Short version: We'd like to set the
Role
field to be required at sign-up.Why do this?
There are a few reasons.
From a Marketing perspective, this is one of the most actionable pieces of information we can have about a user. We can use it to assess the technical ability of the user. This impacts the level of information we give them in the onboarding emails after signup, and has previously impacted automated invites to the Product for Engineers newsletter. If we know a users' role then we can in the future tailor content to them more, such as inviting Founders to the Startups program, or sharing basic tutorials with Marketers and PMs.
From a user perspective, this means we can give them better information, and a better experience.
From a Marketing perspective, it's a strong signal of whether we are reaching the right users and can help us gauge the effectiveness of our work with less guesswork. We can combine
Role
information withWhere did you hear about PostHog?

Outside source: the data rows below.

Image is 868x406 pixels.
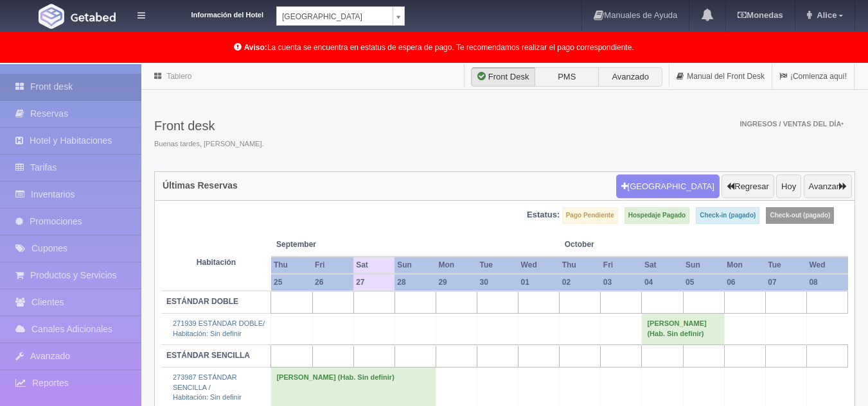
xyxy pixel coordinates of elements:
th: Mon [724,257,766,274]
td: [PERSON_NAME] (Hab. Sin definir) [642,314,724,345]
th: 29 [436,274,477,292]
th: Tue [478,257,518,274]
b: ESTÁNDAR SENCILLA [166,351,250,360]
th: 28 [394,274,436,292]
span: Buenas tardes, [PERSON_NAME]. [154,139,264,150]
th: 01 [518,274,560,292]
th: 04 [642,274,683,292]
th: Thu [560,257,601,274]
button: [GEOGRAPHIC_DATA] [617,175,720,199]
th: Fri [601,257,642,274]
span: September [276,239,349,250]
th: 03 [601,274,642,292]
th: 26 [313,274,354,292]
strong: Habitación [196,258,236,267]
th: Mon [436,257,477,274]
label: PMS [535,67,599,87]
h4: Últimas Reservas [163,181,238,191]
a: Manual del Front Desk [670,65,772,89]
img: Getabed [71,12,115,22]
th: Sun [683,257,724,274]
button: Regresar [722,175,774,199]
a: ¡Comienza aquí! [772,65,854,89]
dt: Información del Hotel [161,6,264,21]
span: Ingresos / Ventas del día [740,120,844,128]
span: Alice [814,10,837,20]
a: 273987 ESTÁNDAR SENCILLA /Habitación: Sin definir [173,373,242,401]
th: Wed [518,257,560,274]
label: Check-in (pagado) [696,207,760,224]
label: Avanzado [598,67,663,87]
label: Hospedaje Pagado [624,207,690,224]
th: Sun [394,257,436,274]
th: Sat [642,257,683,274]
th: 30 [478,274,518,292]
label: Check-out (pagado) [766,207,834,224]
th: 07 [766,274,807,292]
th: 02 [560,274,601,292]
a: [GEOGRAPHIC_DATA] [276,6,405,26]
th: 08 [807,274,847,292]
th: 05 [683,274,724,292]
th: Sat [354,257,394,274]
button: Hoy [777,175,802,199]
b: Aviso: [245,43,267,52]
span: [GEOGRAPHIC_DATA] [282,7,388,27]
span: October [565,239,637,250]
h3: Front desk [154,119,264,132]
th: 27 [354,274,394,292]
th: Wed [807,257,847,274]
th: 25 [271,274,313,292]
th: 06 [724,274,766,292]
label: Estatus: [527,209,560,221]
b: ESTÁNDAR DOBLE [166,298,239,306]
button: Avanzar [804,175,852,199]
th: Fri [313,257,354,274]
img: Getabed [39,3,65,29]
th: Thu [271,257,313,274]
label: Pago Pendiente [562,207,618,224]
a: 271939 ESTÁNDAR DOBLE/Habitación: Sin definir [173,320,265,338]
label: Front Desk [471,67,536,87]
b: Monedas [738,10,783,20]
a: Tablero [166,72,191,81]
th: Tue [766,257,807,274]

to get a clearer view of where our audience are.From a CS perspective, role is also one of the most important ICP signals. It has a 0-6 swing in scoring and can help the team decide, for example, the best way to assist or demo to a user.
Having user information can help validate Clearbit. Currently, Clearbit seems to have a lot of inaccuracies or to surface irrelevant information. E.g. A user signs up with a Gmail and lists themselves as a founder, but Clearbit insists they are an Engineer at a public company. Clearbit may be right, but that's not matching the user's usecase. If we have more user info, we can validate Clearbit better.
ICP scoring isn't currently serving the CS team very well in that they want to talk to larger teams. As we prepare to move to Salesforce we're discussing introducing a Lead scoring system that will assist them in this.
Role
would be a helpful metric in this.Why not do this?
There's really only two reasons not to do this.
It feels 'Enterprisey' to do this. Others have pointed out that Amplitude, etc, do this and that it isn't PostHoggy to ask a question like this, or that engineers won't like this.
It adds user friction. Others have asserted that this could slow down sign-up rate or otherwise impact sign-ups.
I don't personally believe these should be blocking issues, because...
We ask this question at the moment anyway, so if the worry is that this question damages our brand then we're already taking most of that damage without getting the full benefit.
Previous assumptions about engineer marketing haven't always been true. We thought users would respond poorly to email marketing, yet onboarding emails perform well. If we think users don't want to share this information then we can mitigate that with a 'Rather not say' field and use that to judge.
A single drop-down field adds minimal friction compared to the value we could get out of it.